Nay, much more those members of the body,
which seem to be more feeble, are necessary: 
And those members of the body,
which we think to be less honourable,
upon these we bestow more abundant honour;
and our uncomely parts have more abundant comeliness. 
For our comely parts have no need:
but God hath tempered the body together,
having given more abundant honour to that part which lacked: 
That there should be no schism in the body;
but that the members should have the same care one for another. 
And whether one member suffer,
all the members suffer with it;
or one member be honoured,
all the members rejoice with it. 
Now ye are the body of Christ..."


To me this means that we are all the same.  We all reflect the wholeness of the original.  We can all do EVERYTHING, but we have, in each moment been assigned an office, a task, a calling...sometimes honorable, sometimes comely, sometimes I may seem to be lacking, but in that lack I may give another the opportunity to be more abundant, generous, giving...and sometimes we may find ourselves humbled that another may discover their capacity for mercy or forgiveness.  

One "moment" I may be the foot of the body of Christ, another the hand, another the heart…but I, you, everyone…we are each, and all, wholly equipped as the full and complete offshoot of the rootsystem, capable of anything and everything that the rootsystem gives each of its offshoots the capacity to do, and to be. 
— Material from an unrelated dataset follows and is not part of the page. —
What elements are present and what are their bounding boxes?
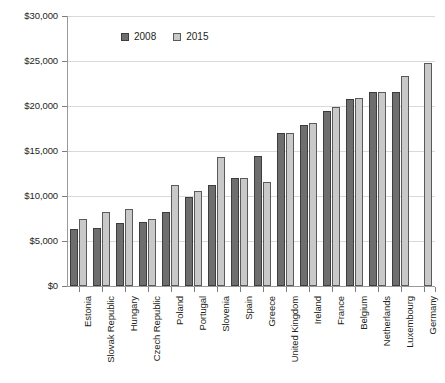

My individuality is not in my differences from you, or anyone else…my individuality is defined by my undivided-ness from the original…the root system.  My identity is discovered in my identical-ness with the Source…but then so is yours.

"...We are one person,
We are two alone,
We are three together
We are for eachother…"

Or, at least,  shouldn't we be…
Kate

1 comment:

  1. Wow, Kate. I love this thought that you have paused to dwell on. Thank you for sharing it with us! I really enjoyed most of the movie Phenomenon and the idea of unlimited potential...I have considered it to be part of my mission statement to exercise my right to live without limitations (particularly in learning ideas and mastering skills, etc.)